Nadia Belerique Bed Island
Bed Island suggests an analogy between intimate psychological space and the artwork’s construction. Large water-jet cut steel frames dangling on the wall have the dimension of bed sheets (specifically the kind that get bunched up and tangled), or pieces of paper with torn edges. Freestanding steel sculptures punctuate the floor like headboards, or railings, or hurdles; their long shadows suggest it’s getting late. These elements anchor the room, to which are added photographs, each one contributing a subtly vertiginous experience to the exhibition. Looking at them gets the viewer unmoored, so to speak.
With the psychological space of the bed you get vulnerability and autonomy intermingled — sleep, dreams, sex, moments of repose, and bouts of depression. The idea of “bed” connects these things, along with its defining condition of being horizontal. You can fall into bed, but can you fall into an image? The photos are composed with layers of photographs and objects — an image of wood grain, for instance, or scans of a broken pane of glass, combined with bottles or shoes, sawdust or a cup, a roll of film, a metal candle holder that looks like a flower, or cut outs from other images. The combinations create inversions of positive and negative space, an effect that is echoed in the sculptures.
Lurking in this show is a distillation of a psychological state: of coming to people and things in the world. Bed Island is self-awareness as a process. A kind of intimacy that submerges and surfaces for just moments at a time.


**Exercise**
What you return should match the entries below exactly, only without the images.

..............................

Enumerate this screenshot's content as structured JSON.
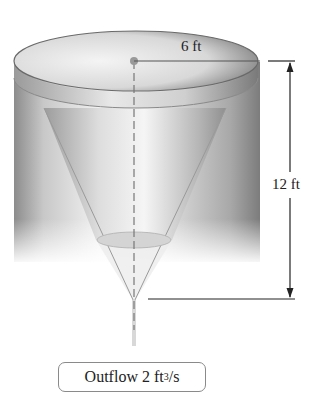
{
  "diagram": {
    "radius_label": "6 ft",
    "height_label": "12 ft",
    "outflow": {
      "prefix": "Outflow 2 ft",
      "exponent": "3",
      "suffix": "/s"
    },
    "colors": {
      "line": "#333333",
      "cylinder_dark": "#7a7a7a",
      "cylinder_light": "#e8e8e8",
      "box_border": "#8a8a8a"
    }
  }
}
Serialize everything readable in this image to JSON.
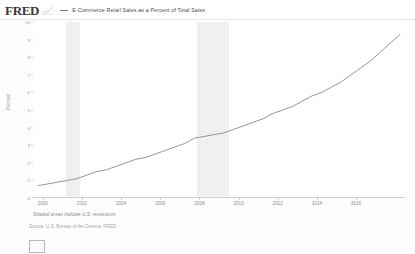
{
  "header": {
    "logo_text": "FRED",
    "logo_icon": "line-chart-icon",
    "series_legend_label": "E-Commerce Retail Sales as a Percent of Total Sales"
  },
  "footer": {
    "recession_note": "Shaded areas indicate U.S. recessions",
    "source": "Source: U.S. Bureau of the Census, FRED"
  },
  "chart_data": {
    "type": "line",
    "title": "E-Commerce Retail Sales as a Percent of Total Sales",
    "xlabel": "",
    "ylabel": "Percent",
    "xlim": [
      1999.5,
      2018.5
    ],
    "ylim": [
      0,
      10
    ],
    "grid": false,
    "legend_position": "top",
    "ytick_labels": [
      "0",
      "1",
      "2",
      "3",
      "4",
      "5",
      "6",
      "7",
      "8",
      "9",
      "10"
    ],
    "ytick_values": [
      0,
      1,
      2,
      3,
      4,
      5,
      6,
      7,
      8,
      9,
      10
    ],
    "xtick_labels": [
      "2000",
      "2002",
      "2004",
      "2006",
      "2008",
      "2010",
      "2012",
      "2014",
      "2016"
    ],
    "xtick_values": [
      2000,
      2002,
      2004,
      2006,
      2008,
      2010,
      2012,
      2014,
      2016
    ],
    "line_color": "#8a8a8a",
    "recession_color": "#eef0f2",
    "recession_bands": [
      {
        "start": 2001.2,
        "end": 2001.9
      },
      {
        "start": 2007.9,
        "end": 2009.5
      }
    ],
    "series": [
      {
        "name": "E-Commerce Retail Sales as a Percent of Total Sales",
        "x": [
          1999.75,
          2000.25,
          2000.75,
          2001.25,
          2001.75,
          2002.25,
          2002.75,
          2003.25,
          2003.75,
          2004.25,
          2004.75,
          2005.25,
          2005.75,
          2006.25,
          2006.75,
          2007.25,
          2007.75,
          2008.25,
          2008.75,
          2009.25,
          2009.75,
          2010.25,
          2010.75,
          2011.25,
          2011.75,
          2012.25,
          2012.75,
          2013.25,
          2013.75,
          2014.25,
          2014.75,
          2015.25,
          2015.75,
          2016.25,
          2016.75,
          2017.25,
          2017.75,
          2018.25
        ],
        "values": [
          0.7,
          0.8,
          0.9,
          1.0,
          1.1,
          1.3,
          1.5,
          1.6,
          1.8,
          2.0,
          2.2,
          2.3,
          2.5,
          2.7,
          2.9,
          3.1,
          3.4,
          3.5,
          3.6,
          3.7,
          3.9,
          4.1,
          4.3,
          4.5,
          4.8,
          5.0,
          5.2,
          5.5,
          5.8,
          6.0,
          6.3,
          6.6,
          7.0,
          7.4,
          7.8,
          8.3,
          8.8,
          9.3
        ]
      }
    ]
  }
}
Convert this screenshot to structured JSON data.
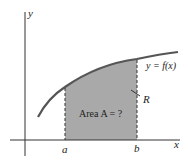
{
  "diagram": {
    "axis_x_label": "x",
    "axis_y_label": "y",
    "curve_label": "y = f(x)",
    "region_label": "R",
    "area_label": "Area A = ?",
    "tick_a": "a",
    "tick_b": "b",
    "colors": {
      "shade": "#a9a9a9",
      "curve": "#555555",
      "axis": "#333333"
    }
  }
}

..............................

**Answer to this exercise**
Enumerate this screenshot's content as structured JSON.
{
  "diagram": {
    "radius_label": "6 ft",
    "height_label": "12 ft",
    "outflow": {
      "prefix": "Outflow 2 ft",
      "exponent": "3",
      "suffix": "/s"
    },
    "colors": {
      "line": "#333333",
      "cylinder_dark": "#7a7a7a",
      "cylinder_light": "#e8e8e8",
      "box_border": "#8a8a8a"
    }
  }
}
Serialize everything readable in this image to JSON.
{
  "header": {
    "logo_text": "FRED",
    "logo_icon": "line-chart-icon",
    "series_legend_label": "E-Commerce Retail Sales as a Percent of Total Sales"
  },
  "footer": {
    "recession_note": "Shaded areas indicate U.S. recessions",
    "source": "Source: U.S. Bureau of the Census, FRED"
  },
  "chart_data": {
    "type": "line",
    "title": "E-Commerce Retail Sales as a Percent of Total Sales",
    "xlabel": "",
    "ylabel": "Percent",
    "xlim": [
      1999.5,
      2018.5
    ],
    "ylim": [
      0,
      10
    ],
    "grid": false,
    "legend_position": "top",
    "ytick_labels": [
      "0",
      "1",
      "2",
      "3",
      "4",
      "5",
      "6",
      "7",
      "8",
      "9",
      "10"
    ],
    "ytick_values": [
      0,
      1,
      2,
      3,
      4,
      5,
      6,
      7,
      8,
      9,
      10
    ],
    "xtick_labels": [
      "2000",
      "2002",
      "2004",
      "2006",
      "2008",
      "2010",
      "2012",
      "2014",
      "2016"
    ],
    "xtick_values": [
      2000,
      2002,
      2004,
      2006,
      2008,
      2010,
      2012,
      2014,
      2016
    ],
    "line_color": "#8a8a8a",
    "recession_color": "#eef0f2",
    "recession_bands": [
      {
        "start": 2001.2,
        "end": 2001.9
      },
      {
        "start": 2007.9,
        "end": 2009.5
      }
    ],
    "series": [
      {
        "name": "E-Commerce Retail Sales as a Percent of Total Sales",
        "x": [
          1999.75,
          2000.25,
          2000.75,
          2001.25,
          2001.75,
          2002.25,
          2002.75,
          2003.25,
          2003.75,
          2004.25,
          2004.75,
          2005.25,
          2005.75,
          2006.25,
          2006.75,
          2007.25,
          2007.75,
          2008.25,
          2008.75,
          2009.25,
          2009.75,
          2010.25,
          2010.75,
          2011.25,
          2011.75,
          2012.25,
          2012.75,
          2013.25,
          2013.75,
          2014.25,
          2014.75,
          2015.25,
          2015.75,
          2016.25,
          2016.75,
          2017.25,
          2017.75,
          2018.25
        ],
        "values": [
          0.7,
          0.8,
          0.9,
          1.0,
          1.1,
          1.3,
          1.5,
          1.6,
          1.8,
          2.0,
          2.2,
          2.3,
          2.5,
          2.7,
          2.9,
          3.1,
          3.4,
          3.5,
          3.6,
          3.7,
          3.9,
          4.1,
          4.3,
          4.5,
          4.8,
          5.0,
          5.2,
          5.5,
          5.8,
          6.0,
          6.3,
          6.6,
          7.0,
          7.4,
          7.8,
          8.3,
          8.8,
          9.3
        ]
      }
    ]
  }
}
Convert this screenshot to structured JSON data.
{
  "diagram": {
    "axis_x_label": "x",
    "axis_y_label": "y",
    "curve_label": "y = f(x)",
    "region_label": "R",
    "area_label": "Area A = ?",
    "tick_a": "a",
    "tick_b": "b",
    "colors": {
      "shade": "#a9a9a9",
      "curve": "#555555",
      "axis": "#333333"
    }
  }
}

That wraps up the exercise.